With long commutes and medical trips, high gas prices have hit rural N.L. hard
Brandon King's weekly trips from Bay d'Espoir to Grand Falls-Windsor are getting more and more expensive — and his family is feeling the pain.
The trip is 180 kilometres each way. With gas at $1.98 per litre — ahead of Friday morning's 9.6-cent drop — he says, the trip costs $100 each week, much more than it used to.
It's money that he just doesn't have to spare.
"The money is going into the gas," King said. "And if the money's not going to gas, the prices of the food is going up because of the gas."
"My children aren't getting the food that they really deserve because we're not able to afford it"
He's cut back wherever he can — ditching cable, and any extra travel. But these trips are important: his wife is 38 weeks pregnant, and there is no closer specialist.
As the due date comes closer, money is getting tight.
"We've had to cut back on our groceries," he said. "What we used to be able to get for $300 or $400? We now have less than that to put it into groceries, and the amount of money that we're putting into groceries doesn't get us as much."
"So quite literally, my children are going hungry."
For residents of the Bay d'Espoir area, medical appointments, work and even children's sports can be a two-hour drive away. Commutes are a fact of life, the rising price of gasoline and diesel is hitting hard.
David Howse, a contractor in the region, has seen the profit of his work plummet — because his work site in Hermitage takes an hour to drive to every morning.
His commute has spiked in recent months, and now costs him about $50 each day, even in his relatively small Hyundai Elantra.
"You need to take it, more or less, rob Peter to pay Paul," he said.
"It's impossible to try and save, right? And if you put it on the customer, the customer's not going to get you to do the job. It's damned if you do and damned if you don't."
Owen Savoury also makes trips for medical appointments in Grand Falls-Windsor, escorting his wife for treatment there for a back injury.
Aside from tinkering at the margin — making sure your tires are properly inflated — he says there's really nothing to do but bear the cost of the pump.
"The big thing comes down to the government on what they can do for us citizens," he said.
As the cost for essential travel rises, residents of these communities are cutting where they can. Many are cutting back on recreation — Savoury anticipates fewer trips to go swimming this summer, and locals say weekend traffic is way down — but others in the area are making very dramatic choices.
"The concerning piece is that people are having to choose whether or not they can afford to go to appointments," said Kelly McDonald, the mayor of Milltown-Head of Bay d'Espoir. "We have to head up over the highway for everything, it's either to Grand Falls-Windsor, Gander or a lot of times it's St. John's for these specialist appointments."
"Then we've got the cost of food and if you are travelling any further … you've got the cost of hotels and accommodations, it becomes very inaccessible to many residents."
For King, appointments to check on his wife during pregnancy must be kept — but he wonders how people with colds or sprains feel.
And because he can't stop that cost, he says trips to the region's new food bank are likely on his family's horizon.
"I moved here when I was young and I moved here because I thought that it would be better off for my family and my children. And it's starting to look like it might not be that way."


# Your task
Working through the data below, reproduce word for word the line with "Return the region for mammal." and every line after it, both ends included, and omit the pictures.
BEGIN Task data
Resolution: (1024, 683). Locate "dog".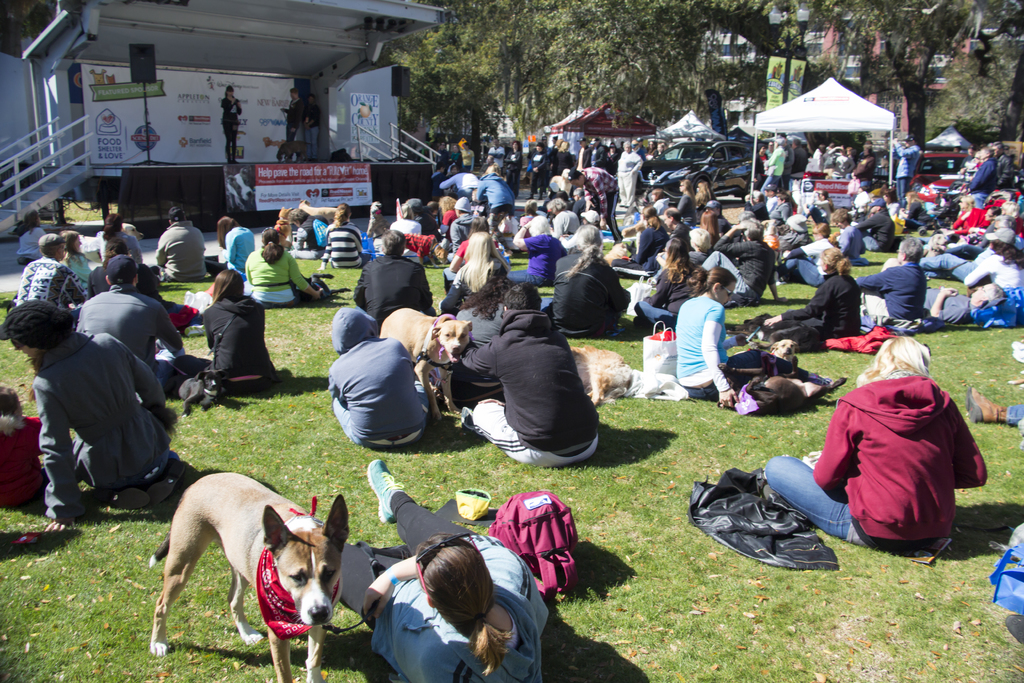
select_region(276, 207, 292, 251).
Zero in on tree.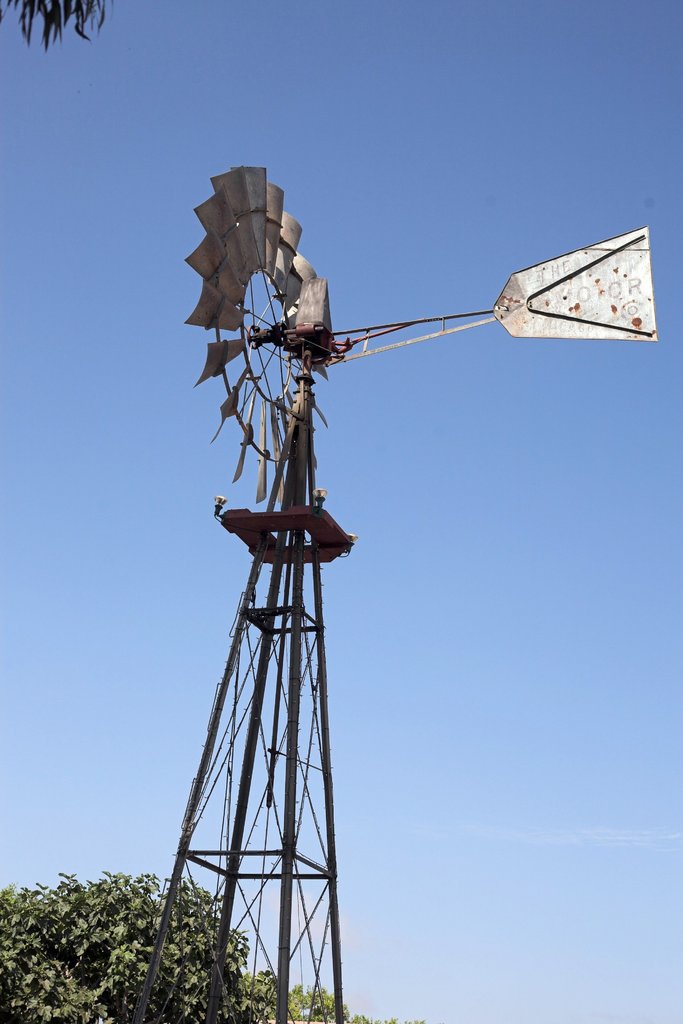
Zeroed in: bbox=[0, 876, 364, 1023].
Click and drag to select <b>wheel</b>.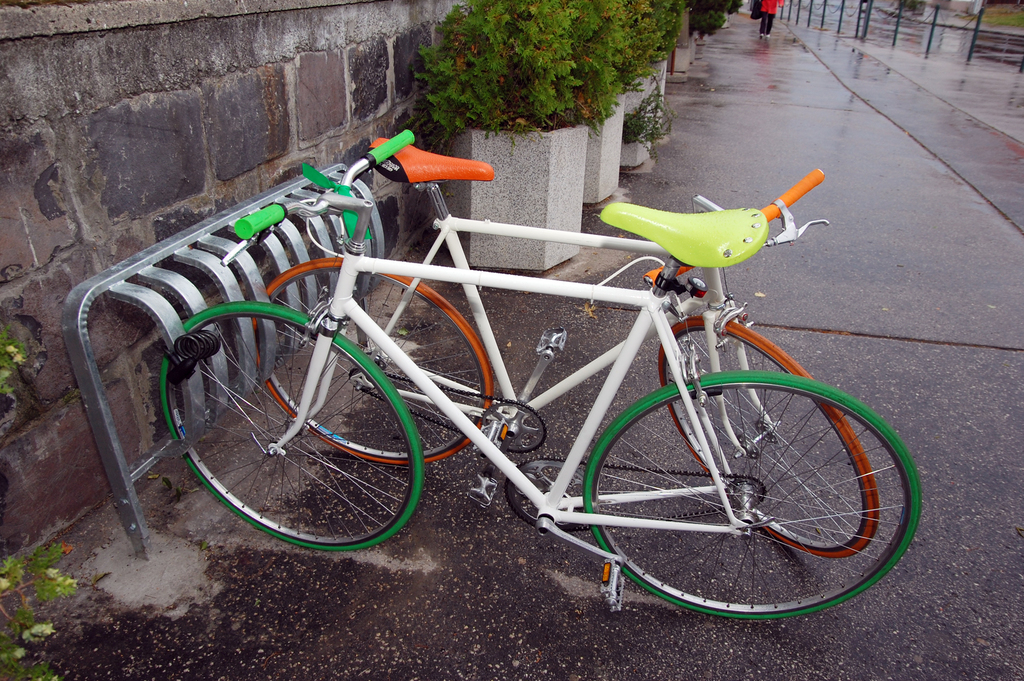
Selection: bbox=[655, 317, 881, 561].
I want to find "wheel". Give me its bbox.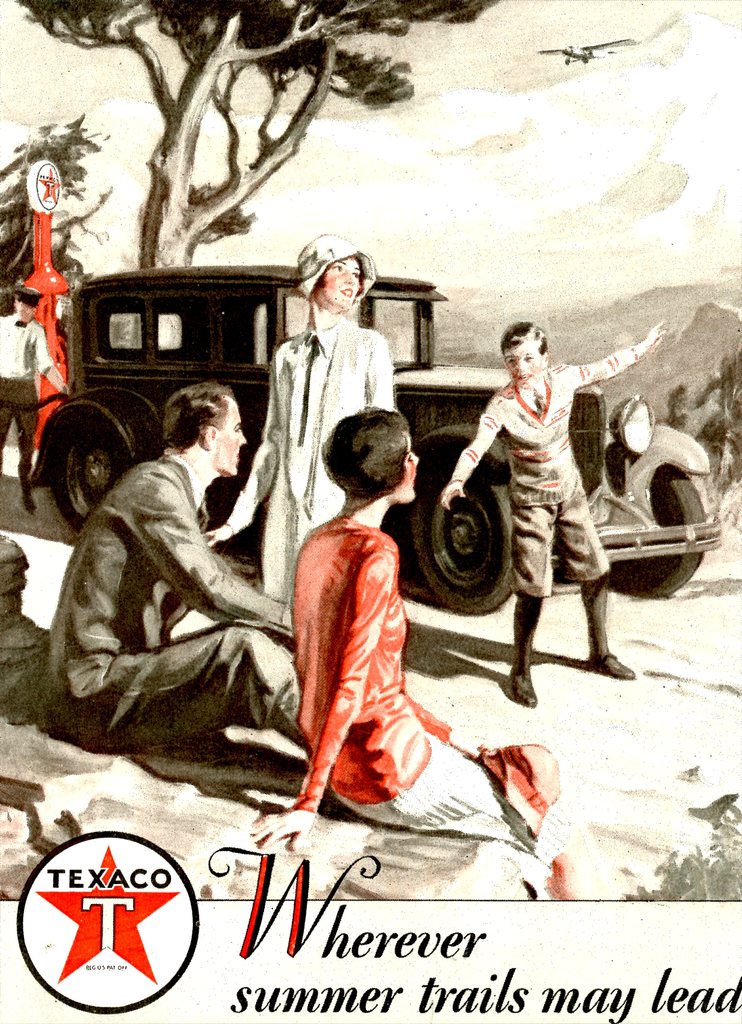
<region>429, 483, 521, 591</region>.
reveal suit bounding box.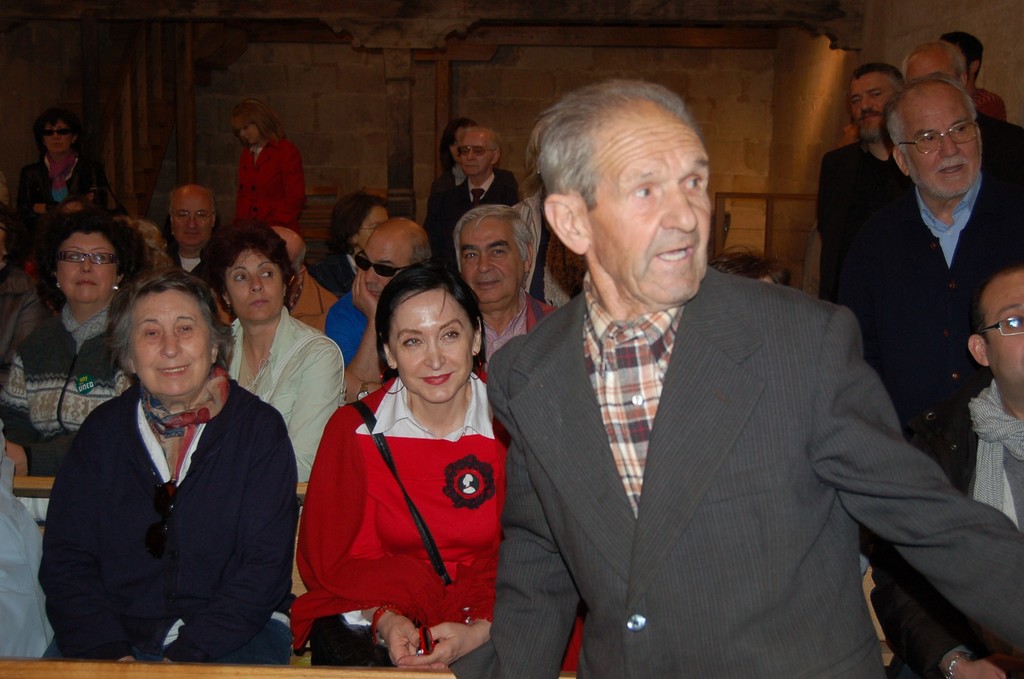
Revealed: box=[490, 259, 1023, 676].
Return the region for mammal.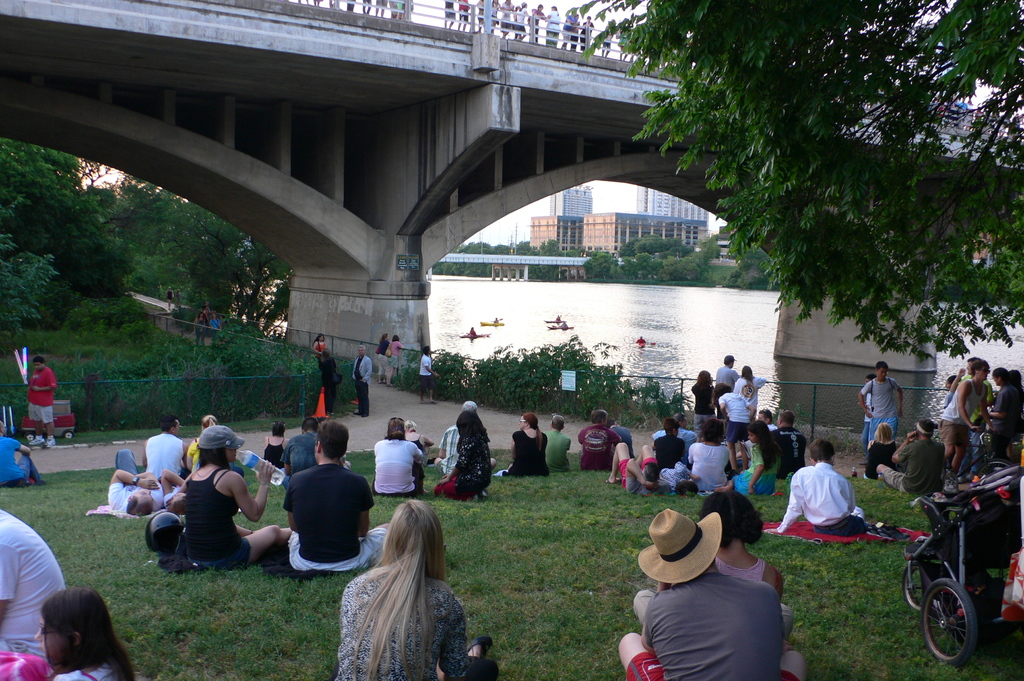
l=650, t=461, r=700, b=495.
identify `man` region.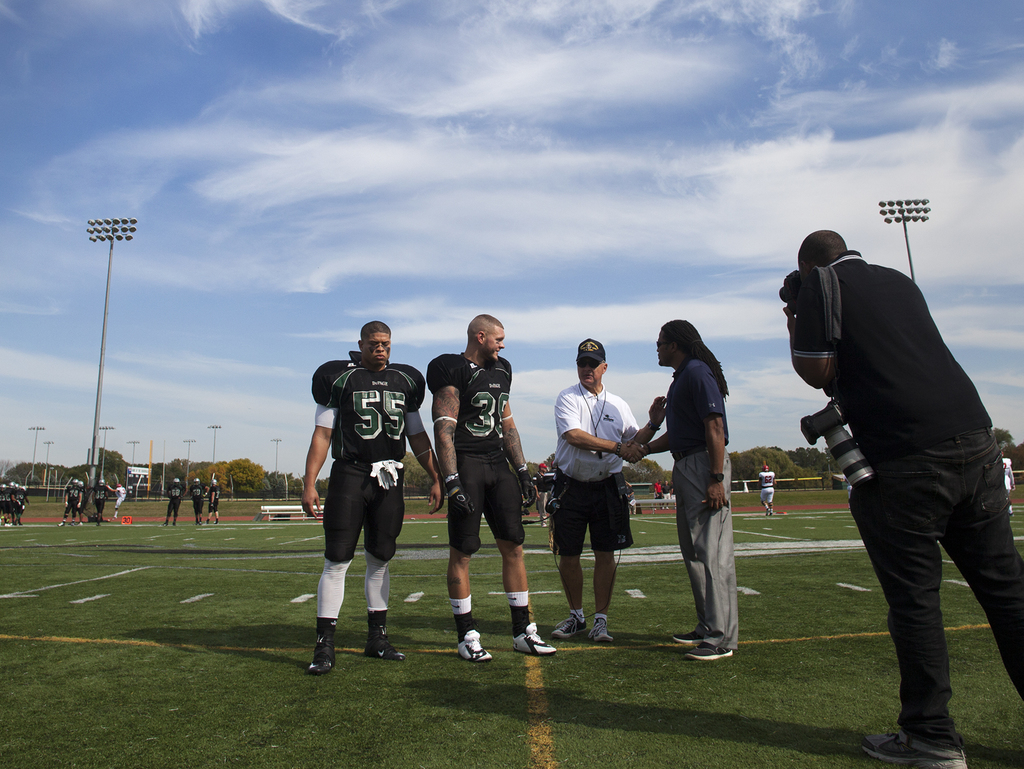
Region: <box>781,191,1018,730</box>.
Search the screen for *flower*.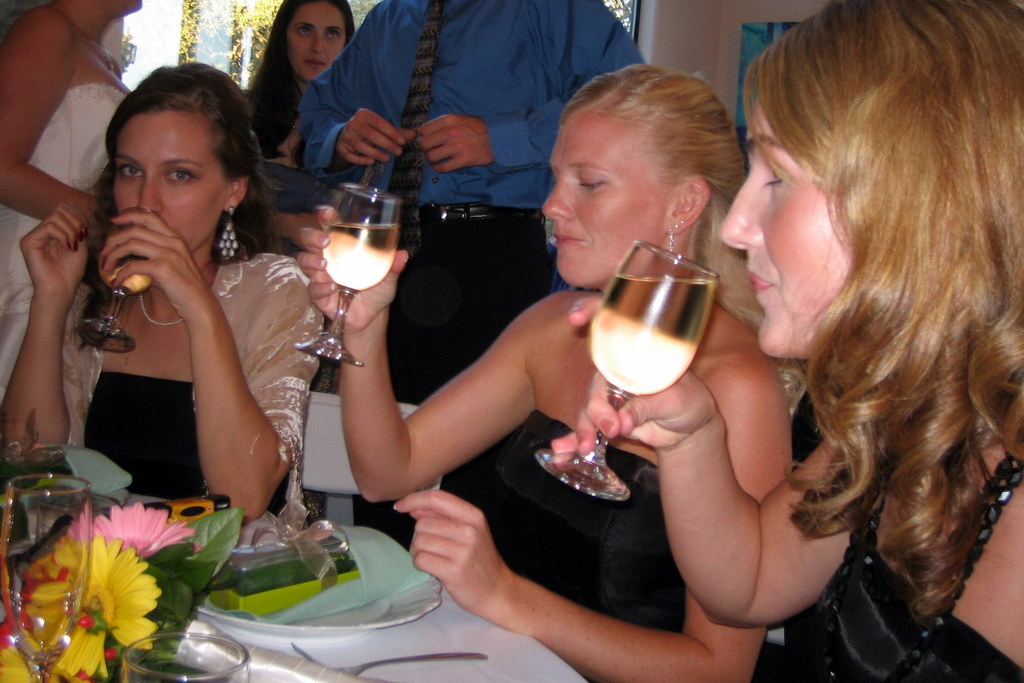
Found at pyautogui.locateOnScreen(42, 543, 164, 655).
END Task data
# Result of the task
Return the region for mammal.
l=650, t=461, r=700, b=495.
identify `man` region.
Region: <box>781,191,1018,730</box>.
Search the screen for *flower*.
Found at pyautogui.locateOnScreen(42, 543, 164, 655).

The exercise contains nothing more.